WORKING DATA —
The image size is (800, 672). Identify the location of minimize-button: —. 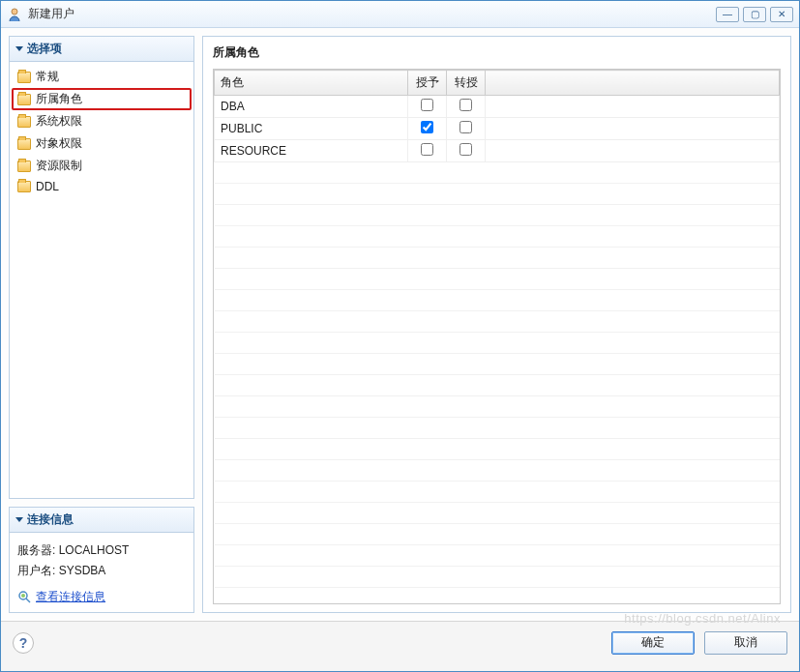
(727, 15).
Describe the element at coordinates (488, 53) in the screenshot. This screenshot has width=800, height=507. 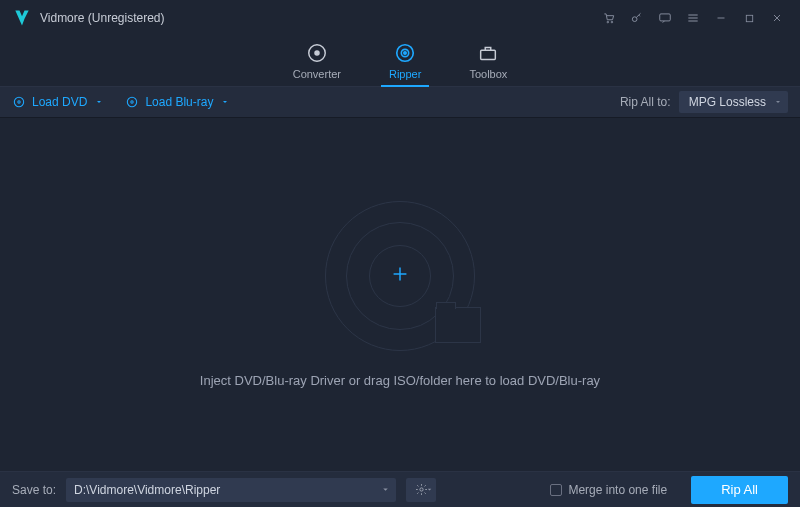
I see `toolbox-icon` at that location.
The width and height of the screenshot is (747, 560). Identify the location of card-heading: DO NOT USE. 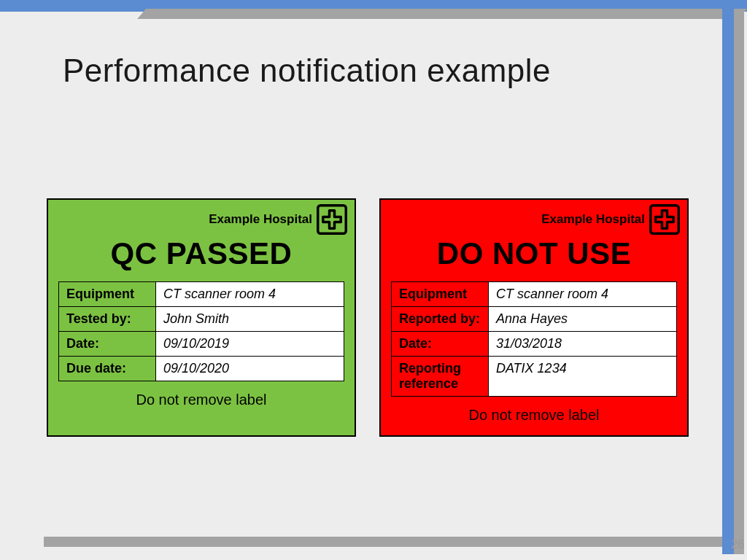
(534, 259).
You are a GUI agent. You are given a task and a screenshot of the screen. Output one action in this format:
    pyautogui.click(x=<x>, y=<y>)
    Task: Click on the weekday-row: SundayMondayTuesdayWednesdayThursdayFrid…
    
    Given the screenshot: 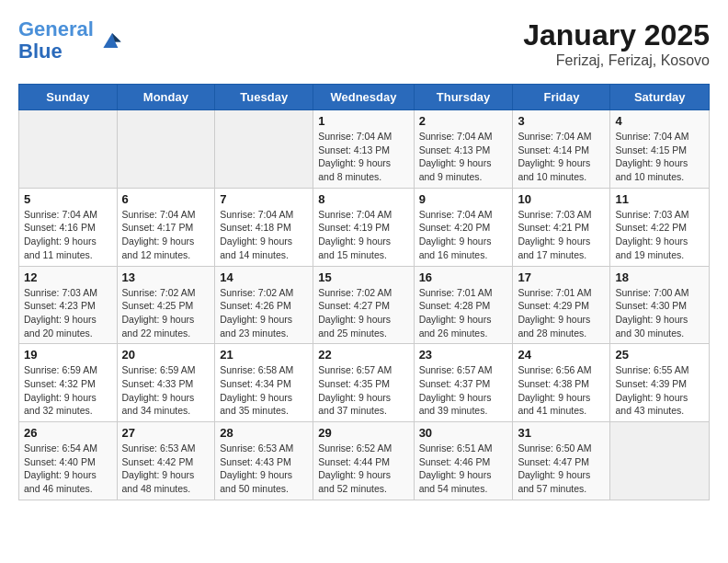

PROMPT — What is needed is an exact copy of every record above, minus the images.

YOUR SOLUTION —
The image size is (800, 672). Identify the location of minimize-button: —. 
(727, 15).
Describe the element at coordinates (488, 53) in the screenshot. This screenshot has width=800, height=507. 
I see `toolbox-icon` at that location.
The width and height of the screenshot is (747, 560). Identify the location of card-heading: DO NOT USE. 
(534, 259).
You are a GUI agent. You are given a task and a screenshot of the screen. Output one action in this format:
    pyautogui.click(x=<x>, y=<y>)
    Task: Click on the weekday-row: SundayMondayTuesdayWednesdayThursdayFrid…
    
    Given the screenshot: 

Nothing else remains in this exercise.